The rest only have undertones. In many of the stories, the oppression from the community around them causes inner conflict within the characters. The way Cisneros organizes the book exposes the ways in which as a Latina girl grows into a woman experiences oppression, from not only herself, but also her culture and society. In “My Tocaya”, the main character perpetuates the oppressive culture by judging the girl Patricia Benavidez. Patricia skipped a few grades and the community around her oversexualized her because of the clothes she was wearing.
She hated working for her father, and even if he was “mean”, the narrator and the community still looked down on her because she was rejecting the cultural norm. The narrator even makes excuses for the “mean” dad by putting down Patricia for how she dresses, shaming the girl for expressing herself (36). The church’s “primary function” is to repress the young girl’s sexuality in the way that they shame the girls and keeping the youth separated, because they worry about their “emerging sexuality” (Groover).

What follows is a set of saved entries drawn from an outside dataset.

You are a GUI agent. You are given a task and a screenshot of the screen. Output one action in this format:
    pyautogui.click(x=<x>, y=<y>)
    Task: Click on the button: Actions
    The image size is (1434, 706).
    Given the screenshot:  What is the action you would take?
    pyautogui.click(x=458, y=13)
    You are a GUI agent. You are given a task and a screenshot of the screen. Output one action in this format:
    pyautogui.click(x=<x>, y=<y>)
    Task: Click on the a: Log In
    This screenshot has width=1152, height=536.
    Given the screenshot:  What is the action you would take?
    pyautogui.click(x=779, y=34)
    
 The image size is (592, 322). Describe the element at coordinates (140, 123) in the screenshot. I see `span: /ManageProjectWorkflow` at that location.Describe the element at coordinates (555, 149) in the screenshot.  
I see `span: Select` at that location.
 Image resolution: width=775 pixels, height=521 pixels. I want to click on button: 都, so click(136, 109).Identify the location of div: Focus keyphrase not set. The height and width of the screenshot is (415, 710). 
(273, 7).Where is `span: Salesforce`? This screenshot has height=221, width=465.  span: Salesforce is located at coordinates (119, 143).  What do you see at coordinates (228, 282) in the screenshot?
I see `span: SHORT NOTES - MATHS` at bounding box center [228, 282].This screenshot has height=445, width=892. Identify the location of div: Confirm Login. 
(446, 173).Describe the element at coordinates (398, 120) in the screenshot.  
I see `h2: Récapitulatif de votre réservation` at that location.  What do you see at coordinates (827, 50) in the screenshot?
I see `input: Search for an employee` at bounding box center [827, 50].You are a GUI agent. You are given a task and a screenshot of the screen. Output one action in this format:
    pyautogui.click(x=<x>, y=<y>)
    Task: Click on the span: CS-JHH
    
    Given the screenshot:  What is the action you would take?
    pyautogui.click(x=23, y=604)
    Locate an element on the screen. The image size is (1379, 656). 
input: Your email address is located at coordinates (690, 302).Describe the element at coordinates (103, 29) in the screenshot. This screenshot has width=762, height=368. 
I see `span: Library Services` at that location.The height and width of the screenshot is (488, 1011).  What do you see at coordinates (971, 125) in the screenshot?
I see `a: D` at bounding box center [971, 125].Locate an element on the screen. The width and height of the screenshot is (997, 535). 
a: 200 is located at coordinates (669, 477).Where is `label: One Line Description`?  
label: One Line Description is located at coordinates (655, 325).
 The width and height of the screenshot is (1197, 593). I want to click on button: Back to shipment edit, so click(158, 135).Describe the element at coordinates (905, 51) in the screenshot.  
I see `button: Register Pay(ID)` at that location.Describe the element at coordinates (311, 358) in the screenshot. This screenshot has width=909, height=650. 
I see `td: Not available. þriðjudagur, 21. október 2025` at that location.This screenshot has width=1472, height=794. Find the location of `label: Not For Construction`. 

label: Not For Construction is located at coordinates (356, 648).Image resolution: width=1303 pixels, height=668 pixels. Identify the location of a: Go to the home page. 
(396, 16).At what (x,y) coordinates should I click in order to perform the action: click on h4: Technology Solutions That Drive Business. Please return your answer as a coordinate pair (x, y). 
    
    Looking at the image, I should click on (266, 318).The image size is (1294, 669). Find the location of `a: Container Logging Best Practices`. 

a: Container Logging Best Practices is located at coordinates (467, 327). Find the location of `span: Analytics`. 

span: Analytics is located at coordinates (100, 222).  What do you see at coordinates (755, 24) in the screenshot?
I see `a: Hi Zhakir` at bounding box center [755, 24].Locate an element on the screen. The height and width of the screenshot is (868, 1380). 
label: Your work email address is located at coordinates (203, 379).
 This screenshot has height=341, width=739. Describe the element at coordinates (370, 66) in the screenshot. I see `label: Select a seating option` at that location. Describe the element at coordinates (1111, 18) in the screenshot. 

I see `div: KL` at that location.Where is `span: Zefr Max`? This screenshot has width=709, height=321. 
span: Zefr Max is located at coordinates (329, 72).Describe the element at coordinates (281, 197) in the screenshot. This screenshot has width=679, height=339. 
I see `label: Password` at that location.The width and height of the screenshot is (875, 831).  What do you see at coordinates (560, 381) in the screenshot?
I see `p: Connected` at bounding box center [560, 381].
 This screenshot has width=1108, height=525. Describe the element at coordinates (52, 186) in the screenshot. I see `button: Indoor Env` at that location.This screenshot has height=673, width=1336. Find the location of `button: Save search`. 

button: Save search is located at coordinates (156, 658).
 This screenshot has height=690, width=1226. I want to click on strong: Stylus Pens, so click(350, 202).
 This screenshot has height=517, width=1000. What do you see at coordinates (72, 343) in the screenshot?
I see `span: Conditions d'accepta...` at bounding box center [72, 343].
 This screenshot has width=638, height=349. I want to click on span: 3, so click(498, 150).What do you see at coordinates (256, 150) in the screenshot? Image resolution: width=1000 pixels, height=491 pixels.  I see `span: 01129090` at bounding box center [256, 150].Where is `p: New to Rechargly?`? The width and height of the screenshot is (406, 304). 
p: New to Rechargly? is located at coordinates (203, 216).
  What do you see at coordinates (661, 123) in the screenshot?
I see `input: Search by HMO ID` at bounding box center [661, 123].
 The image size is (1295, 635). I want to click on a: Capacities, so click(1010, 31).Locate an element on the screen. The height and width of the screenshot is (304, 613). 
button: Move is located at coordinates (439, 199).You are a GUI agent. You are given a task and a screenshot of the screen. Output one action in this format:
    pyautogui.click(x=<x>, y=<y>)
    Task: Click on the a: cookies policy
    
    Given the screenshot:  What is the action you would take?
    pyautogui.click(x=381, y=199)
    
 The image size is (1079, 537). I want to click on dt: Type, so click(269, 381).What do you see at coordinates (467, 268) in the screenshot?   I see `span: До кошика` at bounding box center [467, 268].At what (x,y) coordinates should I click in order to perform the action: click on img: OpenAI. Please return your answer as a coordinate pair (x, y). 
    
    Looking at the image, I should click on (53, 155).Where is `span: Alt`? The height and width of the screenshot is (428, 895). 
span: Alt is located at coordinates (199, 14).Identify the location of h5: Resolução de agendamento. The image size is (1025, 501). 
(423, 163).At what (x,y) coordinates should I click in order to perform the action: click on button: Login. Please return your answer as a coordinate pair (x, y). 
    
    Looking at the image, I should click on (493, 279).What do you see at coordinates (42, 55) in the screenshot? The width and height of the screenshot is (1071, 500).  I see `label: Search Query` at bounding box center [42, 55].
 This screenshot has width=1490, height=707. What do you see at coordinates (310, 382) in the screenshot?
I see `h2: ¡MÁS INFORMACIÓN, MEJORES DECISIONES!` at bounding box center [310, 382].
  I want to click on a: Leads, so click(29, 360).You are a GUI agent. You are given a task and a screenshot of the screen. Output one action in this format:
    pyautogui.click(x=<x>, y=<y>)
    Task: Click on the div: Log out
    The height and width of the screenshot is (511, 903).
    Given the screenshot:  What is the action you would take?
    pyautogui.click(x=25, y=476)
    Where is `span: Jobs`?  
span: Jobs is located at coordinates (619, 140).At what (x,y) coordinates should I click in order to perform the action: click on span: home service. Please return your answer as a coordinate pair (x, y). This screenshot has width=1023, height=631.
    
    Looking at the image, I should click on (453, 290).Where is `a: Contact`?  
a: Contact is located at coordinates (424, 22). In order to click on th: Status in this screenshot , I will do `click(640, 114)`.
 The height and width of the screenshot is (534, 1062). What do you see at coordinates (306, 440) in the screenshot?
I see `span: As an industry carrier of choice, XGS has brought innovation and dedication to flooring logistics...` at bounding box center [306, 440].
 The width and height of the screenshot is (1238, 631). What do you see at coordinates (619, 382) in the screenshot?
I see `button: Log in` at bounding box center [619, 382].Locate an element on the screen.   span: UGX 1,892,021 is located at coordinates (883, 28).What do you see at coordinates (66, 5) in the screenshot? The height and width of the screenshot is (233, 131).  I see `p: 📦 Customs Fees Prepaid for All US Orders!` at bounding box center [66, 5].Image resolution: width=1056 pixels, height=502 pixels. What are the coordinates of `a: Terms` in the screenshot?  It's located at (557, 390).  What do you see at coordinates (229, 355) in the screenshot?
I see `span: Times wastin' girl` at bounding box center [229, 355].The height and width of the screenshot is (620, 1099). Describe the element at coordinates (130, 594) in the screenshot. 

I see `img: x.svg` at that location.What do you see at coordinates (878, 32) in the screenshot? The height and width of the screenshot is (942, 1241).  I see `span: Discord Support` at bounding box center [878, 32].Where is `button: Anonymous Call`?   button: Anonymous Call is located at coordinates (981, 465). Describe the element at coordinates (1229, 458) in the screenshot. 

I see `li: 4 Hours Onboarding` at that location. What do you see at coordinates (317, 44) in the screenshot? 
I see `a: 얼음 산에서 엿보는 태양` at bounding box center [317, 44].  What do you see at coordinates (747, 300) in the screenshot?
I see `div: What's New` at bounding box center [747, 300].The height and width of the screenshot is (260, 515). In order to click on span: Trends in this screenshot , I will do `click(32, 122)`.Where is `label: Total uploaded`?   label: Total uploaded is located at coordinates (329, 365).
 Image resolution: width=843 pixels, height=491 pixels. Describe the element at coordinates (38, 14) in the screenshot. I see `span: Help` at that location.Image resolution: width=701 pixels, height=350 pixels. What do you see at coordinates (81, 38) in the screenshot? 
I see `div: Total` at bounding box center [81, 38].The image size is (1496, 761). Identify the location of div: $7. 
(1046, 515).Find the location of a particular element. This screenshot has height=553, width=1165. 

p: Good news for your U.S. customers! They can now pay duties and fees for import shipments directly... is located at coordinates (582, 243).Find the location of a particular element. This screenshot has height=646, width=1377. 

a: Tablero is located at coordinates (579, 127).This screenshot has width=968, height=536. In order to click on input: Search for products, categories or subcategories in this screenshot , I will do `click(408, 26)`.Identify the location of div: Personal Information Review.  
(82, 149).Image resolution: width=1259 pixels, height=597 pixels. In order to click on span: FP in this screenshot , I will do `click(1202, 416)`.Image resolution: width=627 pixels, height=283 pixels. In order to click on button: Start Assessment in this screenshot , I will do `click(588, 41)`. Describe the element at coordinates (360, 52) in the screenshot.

It is especially shown when “Trish” disappears and the only way she gets attention and praise from her community is when it is believed that something bad has happened to her. She is believed dead. This exposes the underlying oppression of these women, whether they know it or not, “being a victim is one of the few ways for a woman to get any attention. ” (Thomson). Despite the fact Trish ran away for three days and is believed to be dead, the narrator glosses over the fact that another girl’s body was found, and continues to shame Trish, saying, “She couldn’t even die right” (40).
The way Cisneros presents it in the narrator’s dialogue makes the reader gloss over it at first too, until the reader is reminded by the narrator that another girls face is in the papers, showing “the stories of girls and women found naked in ditches are all too familiar” (Thomson). Patricia running away from her father’s business “challenges” the exploitation of her father and establishes a “momentary definition for herself” (Lewis). She is rejecting the patriarchal home that she lives in, until a few kids find a girl’s body in a ditch and her father claims it as hers.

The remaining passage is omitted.